Franco “Lys” Dimauro
I didn’t know this. Great album. If someone, ignorant about garage and its surroundings, wanted to “come to terms,” this could be one of the contenders. Varied, essential, high-quality. Butler and Mohr, not your average duo.
Recorded in just four days, Never Come Back is the “comeback” of the Miracle Workers that everyone has been waiting for since Inside Out. As if everything that happened after that album never existed, Robert Butler and Gerry Mohr find themselves almost by chance in Switzerland and decide, along with another American refugee (currently serving with the Jackets) and Kat Aellen, who was already by Butler’s side in Bishops Daughter, to set up an impromptu project that sounds like the Workers did back in the days of Moxie, more than fifteen years ago.
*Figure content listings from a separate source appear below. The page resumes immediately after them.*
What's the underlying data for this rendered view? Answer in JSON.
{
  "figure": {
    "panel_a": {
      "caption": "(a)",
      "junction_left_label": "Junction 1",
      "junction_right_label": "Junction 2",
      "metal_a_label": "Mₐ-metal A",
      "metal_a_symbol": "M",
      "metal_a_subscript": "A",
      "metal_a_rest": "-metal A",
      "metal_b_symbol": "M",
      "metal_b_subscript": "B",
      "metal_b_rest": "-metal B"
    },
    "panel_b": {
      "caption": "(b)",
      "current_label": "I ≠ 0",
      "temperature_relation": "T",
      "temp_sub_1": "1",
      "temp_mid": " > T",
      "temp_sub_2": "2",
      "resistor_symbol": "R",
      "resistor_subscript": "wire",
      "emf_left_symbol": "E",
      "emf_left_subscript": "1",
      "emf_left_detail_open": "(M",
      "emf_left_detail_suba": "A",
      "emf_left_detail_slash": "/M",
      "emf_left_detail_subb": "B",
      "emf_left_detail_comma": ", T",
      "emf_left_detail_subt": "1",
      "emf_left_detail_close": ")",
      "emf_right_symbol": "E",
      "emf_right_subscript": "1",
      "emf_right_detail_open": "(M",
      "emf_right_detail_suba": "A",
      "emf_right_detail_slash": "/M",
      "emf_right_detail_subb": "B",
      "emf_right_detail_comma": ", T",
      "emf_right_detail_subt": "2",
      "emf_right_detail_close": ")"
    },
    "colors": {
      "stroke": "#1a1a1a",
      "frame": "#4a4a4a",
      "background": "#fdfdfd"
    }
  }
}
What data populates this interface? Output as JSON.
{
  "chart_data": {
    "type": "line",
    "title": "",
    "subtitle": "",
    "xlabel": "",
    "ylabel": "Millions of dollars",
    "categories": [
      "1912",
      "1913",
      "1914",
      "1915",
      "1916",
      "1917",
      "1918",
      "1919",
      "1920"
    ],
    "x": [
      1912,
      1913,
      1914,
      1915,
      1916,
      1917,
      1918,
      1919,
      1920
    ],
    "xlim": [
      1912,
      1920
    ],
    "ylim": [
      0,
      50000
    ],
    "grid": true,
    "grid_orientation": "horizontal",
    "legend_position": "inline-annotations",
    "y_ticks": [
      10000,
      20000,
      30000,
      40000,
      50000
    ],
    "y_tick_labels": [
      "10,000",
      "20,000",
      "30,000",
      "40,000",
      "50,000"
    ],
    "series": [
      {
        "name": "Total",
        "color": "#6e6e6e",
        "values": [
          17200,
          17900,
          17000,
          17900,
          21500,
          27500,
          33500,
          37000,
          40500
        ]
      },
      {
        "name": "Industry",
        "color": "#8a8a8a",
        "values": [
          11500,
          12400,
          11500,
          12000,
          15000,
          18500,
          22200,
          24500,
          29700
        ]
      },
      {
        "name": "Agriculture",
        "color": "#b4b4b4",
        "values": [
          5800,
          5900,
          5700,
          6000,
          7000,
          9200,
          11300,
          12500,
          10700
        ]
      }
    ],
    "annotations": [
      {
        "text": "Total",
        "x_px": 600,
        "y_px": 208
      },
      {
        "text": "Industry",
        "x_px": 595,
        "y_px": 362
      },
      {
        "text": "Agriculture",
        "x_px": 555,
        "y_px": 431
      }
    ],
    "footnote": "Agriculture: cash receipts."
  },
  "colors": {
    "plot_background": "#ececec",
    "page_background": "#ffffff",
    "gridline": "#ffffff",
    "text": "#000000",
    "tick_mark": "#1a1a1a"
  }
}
The resulting album is a crunchy old-school garage punk gem, where everything that spills over is fermented in fuzz and every note seems to take us back to the times of Gravedigger Five (the cover of Spooky), Gruesomes (the fun yé yé of Mdmation), Chesterfield Kings (the Hey Tiger of Topsy Turbys already in the repertoire of Cavemanish Boys and here reaching peaks of absolute brilliance), Fuzztones (the cryptic and sinister Elevator that closes the album), Morlocks (their version of One Way Ticket is absolutely devastating), Tell-Tale Hearts (the Dutch beat dirtied by Outsiders and Q65’s Love Is a Garden).
In short, it’s like having to compile a collection of the best neo-garage from the ’80s and finding it already ready.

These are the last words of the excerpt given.